:: Exercise brief ::
Exactly as they appear, output all of the records. Skip any images.

Saved entries:
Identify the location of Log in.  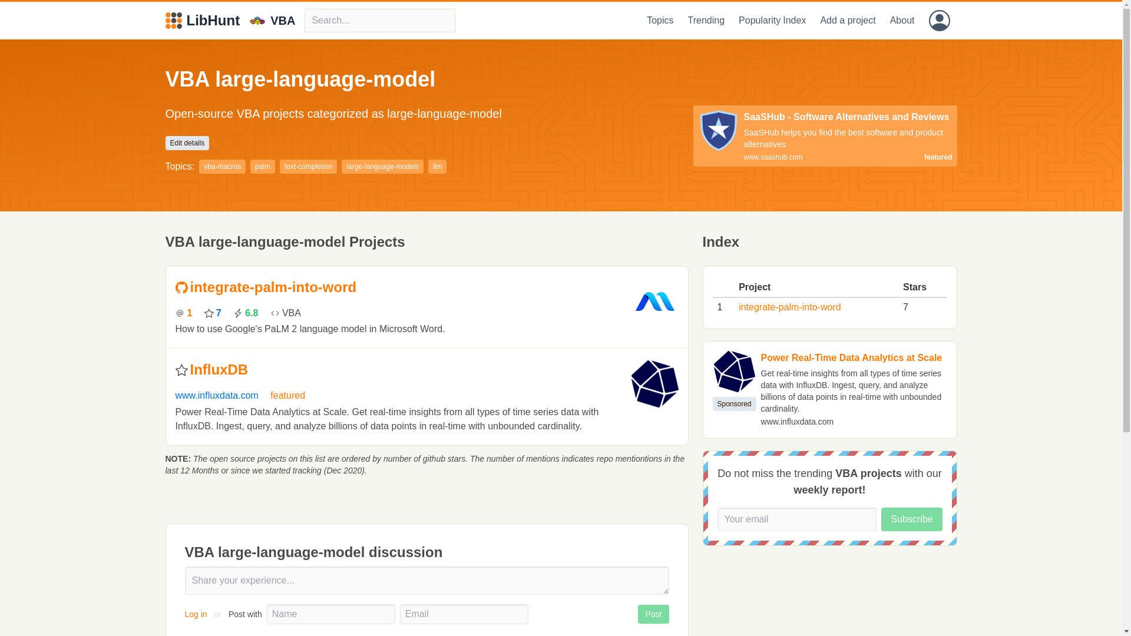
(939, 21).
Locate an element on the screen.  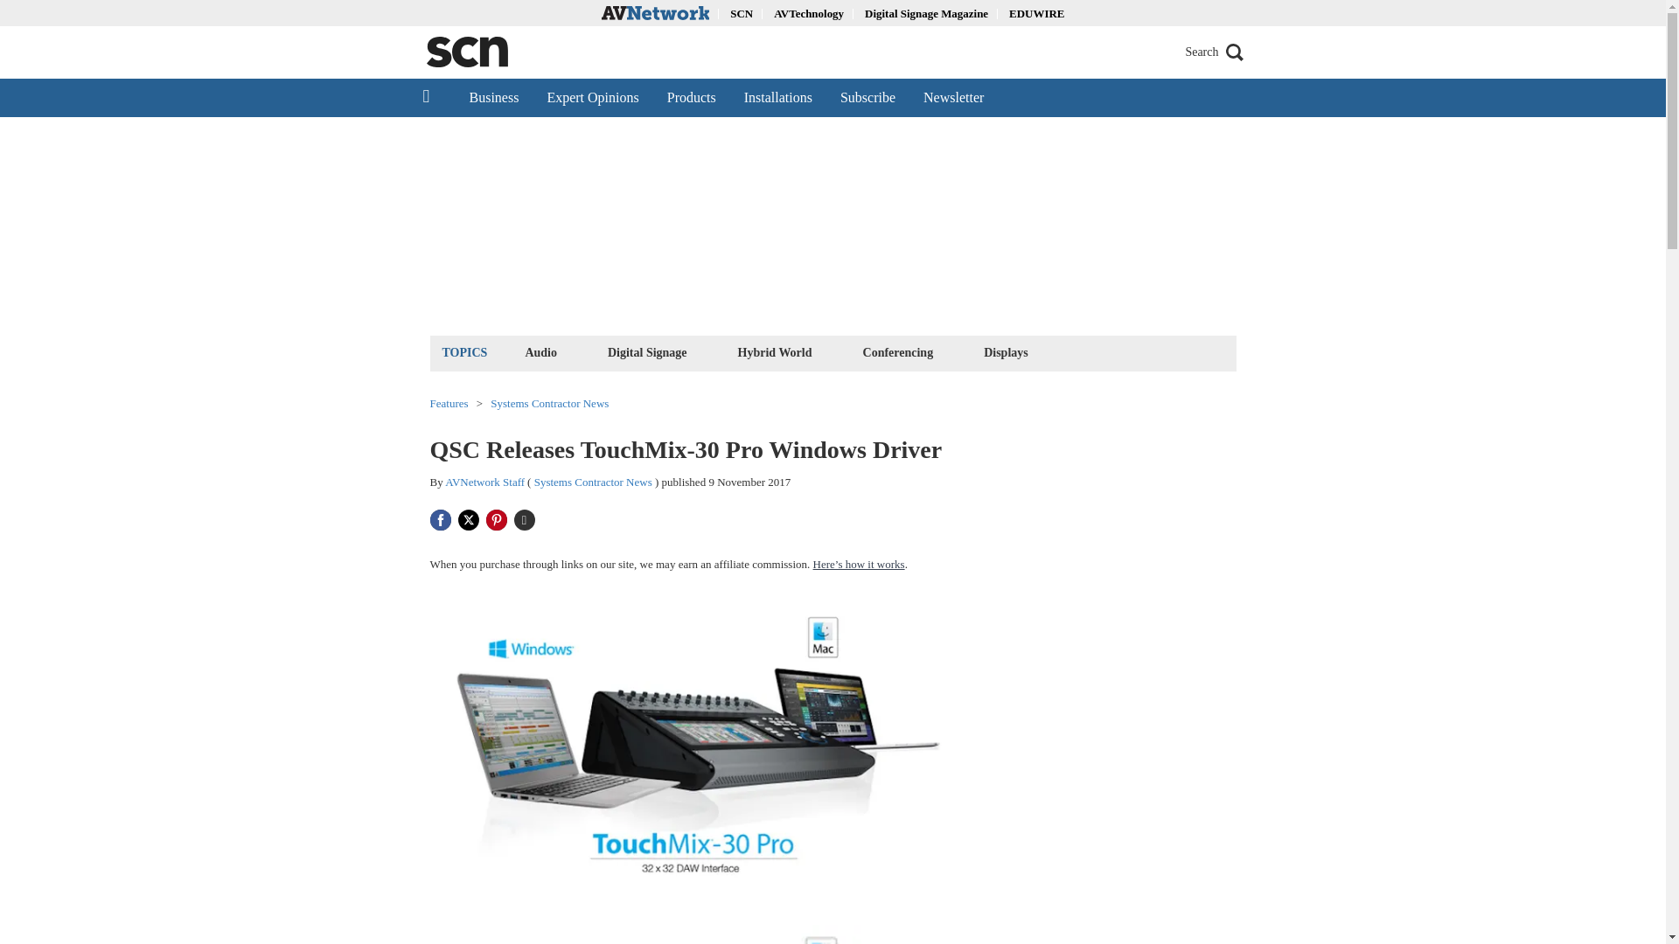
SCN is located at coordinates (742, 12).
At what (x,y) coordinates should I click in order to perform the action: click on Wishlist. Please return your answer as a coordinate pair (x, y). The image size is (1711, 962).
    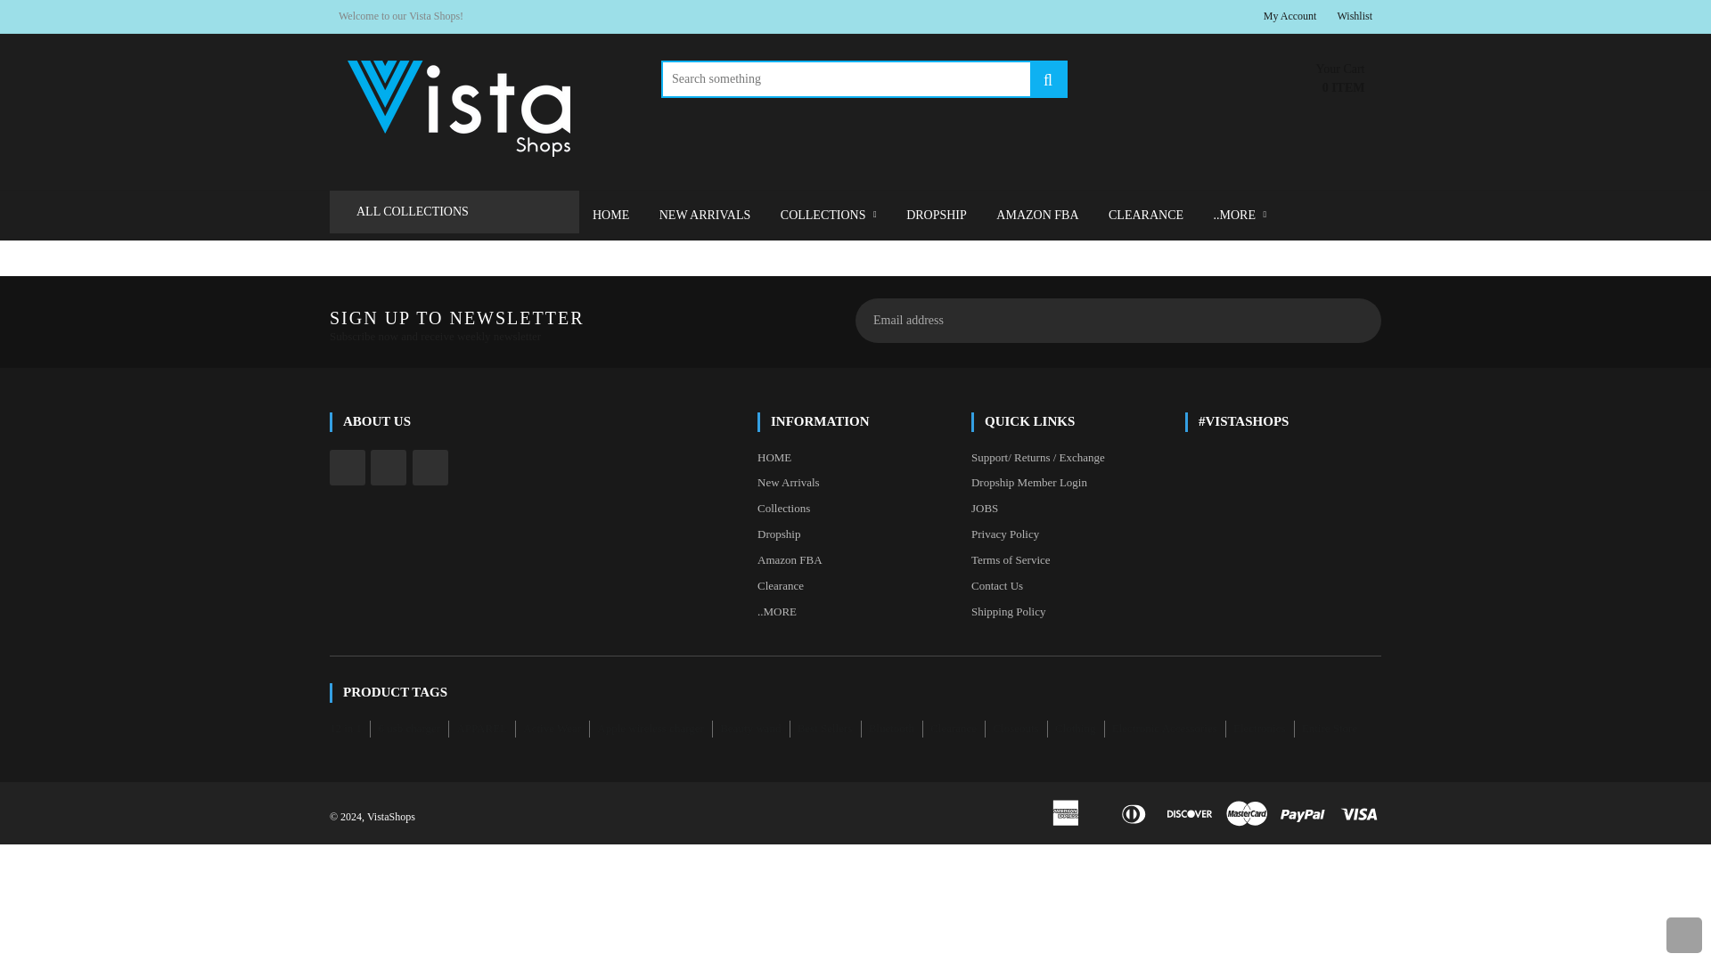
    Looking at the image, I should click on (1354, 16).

:: Solution to the problem ::
Identify the location of Log in.  
(939, 21).
Locate an element on the screen.  
SCN is located at coordinates (742, 12).
At what (x,y) coordinates should I click in order to perform the action: click on Wishlist. Please return your answer as a coordinate pair (x, y). The image size is (1711, 962).
    Looking at the image, I should click on (1354, 16).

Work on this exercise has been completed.